There is something in how Sign Protocol is built that I keep coming back to. It is not about the token price or the government announcements. It is about what happens when a country adopts one piece of the system and leaves the rest on the shelf.
@SignOfficial describes itself as sovereign infrastructure. The full vision has an acronym, S.I.G.N., which stands for Sovereign Infrastructure for Global Nations. The idea is that a country could run its national identity, payments, and asset distribution through one connected architecture. Inside that architecture there are three products. Sign Protocol creates attestations, which are basically cryptographic records that say something is true and can be verified. TokenTable moves value, whether that is tokens, benefits, or payments, to large numbers of people. EthSign handles document signing. Each product was built to run on its own. But each one was also designed to work better when the others are running alongside it.
The part I keep thinking about is what a country actually gets when it only deploys one of those products.
It helps to walk through what the full system is supposed to do. Imagine a citizen waiting to receive a government payment. Under the complete architecture, something like the following happens. The identity layer first confirms who the person is, using a standardized credential format. Sign Protocol then writes an attestation on-chain, a record that links that person to a verified claim, something like confirmed residency or program eligibility. TokenTable then reads that attestation as a condition before it releases the payment. The whole chain from identity to eligibility to transfer is connected by cryptographic records. At any point, someone can trace back who authorized what, when, and why.
That connection between the layers is what makes the full system different from its parts.
Take the attestation layer away and things change. TokenTable can still distribute tokens to millions of addresses and it is genuinely good at that. It has moved serious value across projects involving tens of millions of wallets. But without Sign Protocol, there is no on-chain record of who was actually verified, under which identity standard, or what policy unlocked the payment. The money still arrives. What disappears is the evidence trail. The audit does not work in the way the full architecture promises it should.
EthSign has a similar issue when it stands alone. As a signing tool it does the job. The integration with Singapore's SingPass national ID system showed that clearly. But some of EthSign's more useful features for regulated environments, specifically the ability to create on-chain proof that an agreement was witnessed or verified under a governance framework, require Sign Protocol to be present. Without it, EthSign produces valid signatures but they exist in isolation. They are not part of a larger chain of evidence. They are just signatures.
The identity layer is probably where the difference is sharpest. Sign Protocol supports mechanisms like zero-knowledge proofs and selective disclosure. These allow a citizen to prove they qualify for something without handing over information they have no reason to share. A person can confirm eligibility for a benefit without exposing their full financial history. That only works when the identity layer is actually running. A deployment that skips it is making a different choice about how privacy gets handled, and that choice usually means relying on existing government systems that may not carry the same properties.
I notice the documentation does not really frame any of this as a gap. Modularity is presented as flexibility, and in some ways that is accurate. Governments start from different places. Some have identity infrastructure they are not ready to change. Some want to test distribution before committing to anything larger. Products that work independently lower the barrier to getting started.
But there is a difference between flexibility and completeness. A country that deploys only TokenTable has a capable distribution tool. A country that runs the full stack has something structurally different. The identity layer, the evidence layer, and the payment layer are designed to reinforce each other. The guarantees that come from that reinforcement are simply not there when only one layer is running.
Kyrgyzstan is the deployment that seems closest to the full picture. The agreement with the National Bank involves both TokenTable and Sign Protocol on a CBDC pilot. Whether it actually demonstrates the full architecture depends on how the implementation develops over the next year or two. Sierra Leone signed a broader agreement covering identity and payments, but that is still early. Other names appear in various sources without much detail about what is actually being built.
This is where I think the more honest observation sits. The products have real adoption and real scale. What exists right now is a set of capable products with real usage. What the framework promises at the national level is still being tested in a small number of early deployments. Most systems that eventually become infrastructure started exactly this way, with one piece getting adopted before anyone commits to the rest. The path from one product to the full stack may be real. It requires deliberate decisions at each step, and those decisions are not automatic.
Which is the thing I do not see addressed clearly anywhere. If a government deploys TokenTable and simply never adds the identity layer, the full sovereign framework was never relevant to them. The privacy guarantees and the evidence architecture were not part of what they built. The design is coherent. The adoption path is a different question entirely.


*EXERCISE BRIEF:*
Copy all lines holding the word "label" from the entries.

*LISTED RECORDS:*

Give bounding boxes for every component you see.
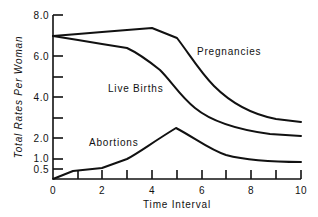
y-tick-1: 1.0: [34, 153, 49, 164]
y-tick-4: 4.0: [34, 92, 49, 103]
x-tick-6: 6: [199, 185, 205, 196]
x-tick-10: 10: [295, 185, 307, 196]
x-tick-2: 2: [99, 185, 105, 196]
x-axis-title: Time Interval: [143, 199, 211, 210]
label-live-births: Live Births: [108, 83, 164, 94]
x-tick-4: 4: [149, 185, 155, 196]
y-axis-title: Total Rates Per Woman: [13, 36, 24, 159]
series-live-births-line: [53, 36, 301, 136]
y-tick-0-5: 0.5: [34, 164, 49, 175]
label-pregnancies: Pregnancies: [197, 46, 261, 57]
chart-canvas: 8.0 6.0 4.0 2.0 1.0 0.5 0 2 4 6 8 10 Tim…: [0, 0, 318, 217]
y-tick-6: 6.0: [34, 51, 49, 62]
y-tick-2: 2.0: [34, 133, 49, 144]
y-tick-8: 8.0: [34, 10, 49, 21]
label-abortions: Abortions: [89, 137, 138, 148]
x-tick-0: 0: [50, 185, 56, 196]
x-tick-8: 8: [248, 185, 254, 196]
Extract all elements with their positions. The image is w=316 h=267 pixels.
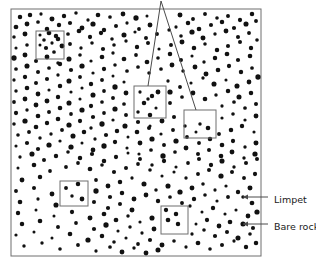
- limpet-dot: [197, 141, 201, 145]
- limpet-dot: [226, 44, 230, 48]
- limpet-dot: [69, 68, 73, 72]
- limpet-dot: [36, 70, 40, 74]
- limpet-dot: [127, 136, 130, 139]
- limpet-dot: [34, 125, 39, 130]
- limpet-dot: [78, 97, 81, 100]
- limpet-dot: [108, 245, 112, 249]
- limpet-dot: [103, 222, 108, 227]
- limpet-dot: [249, 46, 253, 50]
- limpet-dot: [120, 250, 125, 255]
- limpet-dot: [48, 169, 52, 173]
- limpet-dot: [90, 152, 94, 156]
- limpet-dot: [193, 65, 198, 70]
- limpet-dot: [68, 21, 72, 25]
- limpet-dot: [92, 227, 96, 231]
- limpet-dot: [254, 241, 258, 245]
- limpet-dot: [201, 36, 206, 41]
- limpet-dot: [215, 48, 219, 52]
- limpet-dot: [42, 158, 46, 162]
- limpet-dot: [203, 12, 207, 16]
- limpet-dot: [64, 186, 68, 190]
- limpet-dot: [38, 219, 43, 224]
- limpet-dot: [224, 29, 229, 34]
- limpet-dot: [136, 242, 140, 246]
- limpet-dot: [12, 78, 15, 81]
- limpet-dot: [70, 194, 73, 197]
- limpet-dot: [111, 51, 114, 54]
- limpet-dot: [38, 43, 41, 46]
- limpet-dot: [254, 209, 259, 214]
- limpet-dot: [136, 65, 140, 69]
- limpet-dot: [243, 106, 247, 110]
- limpet-dot: [66, 100, 71, 105]
- limpet-dot: [114, 218, 119, 223]
- limpet-dot: [38, 175, 43, 180]
- limpet-dot: [218, 173, 223, 178]
- limpet-dot: [56, 117, 61, 122]
- limpet-dot: [16, 133, 20, 137]
- limpet-dot: [111, 96, 115, 100]
- limpet-dot: [34, 103, 39, 108]
- limpet-dot: [91, 71, 94, 74]
- limpet-dot: [125, 69, 129, 73]
- limpet-dot: [50, 41, 53, 44]
- limpet-dot: [156, 56, 160, 60]
- limpet-dot: [195, 223, 198, 226]
- limpet-dot: [248, 232, 252, 236]
- limpet-dot: [137, 27, 141, 31]
- limpet-dot: [101, 47, 105, 51]
- limpet-dot: [69, 112, 73, 116]
- limpet-dot: [106, 184, 111, 189]
- limpet-dot: [16, 211, 20, 215]
- limpet-dot: [130, 208, 135, 213]
- limpet-dot: [14, 144, 17, 147]
- limpet-dot: [125, 146, 128, 149]
- limpet-dot: [118, 202, 122, 206]
- limpet-dot: [254, 19, 258, 23]
- limpet-dot: [243, 145, 246, 148]
- limpet-dot: [138, 141, 143, 146]
- limpet-dot: [122, 102, 126, 106]
- limpet-dot: [14, 189, 18, 193]
- limpet-dot: [100, 55, 105, 60]
- limpet-dot: [150, 94, 154, 98]
- limpet-dot: [184, 146, 189, 151]
- limpet-dot: [220, 143, 225, 148]
- limpet-dot: [238, 18, 242, 22]
- limpet-dot: [101, 143, 106, 148]
- limpet-dot: [120, 191, 125, 196]
- limpet-dot: [116, 229, 119, 232]
- limpet-dot: [234, 208, 237, 211]
- limpet-dot: [215, 16, 219, 20]
- limpet-dot: [236, 58, 240, 62]
- limpet-dot: [16, 166, 19, 169]
- limpet-dot: [20, 178, 25, 183]
- limpet-dot: [118, 180, 123, 185]
- limpet-dot: [113, 63, 117, 67]
- limpet-dot: [227, 64, 231, 68]
- limpet-dot: [14, 233, 17, 236]
- limpet-dot: [121, 12, 126, 17]
- limpet-dot: [18, 200, 23, 205]
- limpet-dot: [148, 23, 153, 28]
- limpet-dot: [197, 27, 202, 32]
- limpet-dot: [45, 99, 50, 104]
- limpet-dot: [25, 43, 29, 47]
- limpet-dot: [66, 56, 71, 61]
- limpet-dot: [206, 126, 211, 131]
- limpet-quadrat-figure: LimpetBare rock: [0, 0, 316, 267]
- limpet-dot: [137, 152, 140, 155]
- limpet-dot: [114, 24, 118, 28]
- limpet-dot: [226, 89, 230, 93]
- limpet-dot: [25, 108, 28, 111]
- limpet-dot: [93, 137, 96, 140]
- limpet-dot: [128, 225, 131, 228]
- limpet-dot: [194, 130, 197, 133]
- limpet-dot: [156, 90, 161, 95]
- limpet-dot: [112, 84, 117, 89]
- limpet-dot: [14, 46, 17, 49]
- limpet-dot: [29, 151, 34, 156]
- limpet-dot: [89, 82, 93, 86]
- limpet-dot: [38, 136, 41, 139]
- limpet-dot: [244, 245, 248, 249]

*THE COMPLETED TASK:*
label-live-births: Live Births: [108, 83, 164, 94]
label-pregnancies: Pregnancies: [197, 46, 261, 57]
label-abortions: Abortions: [89, 137, 138, 148]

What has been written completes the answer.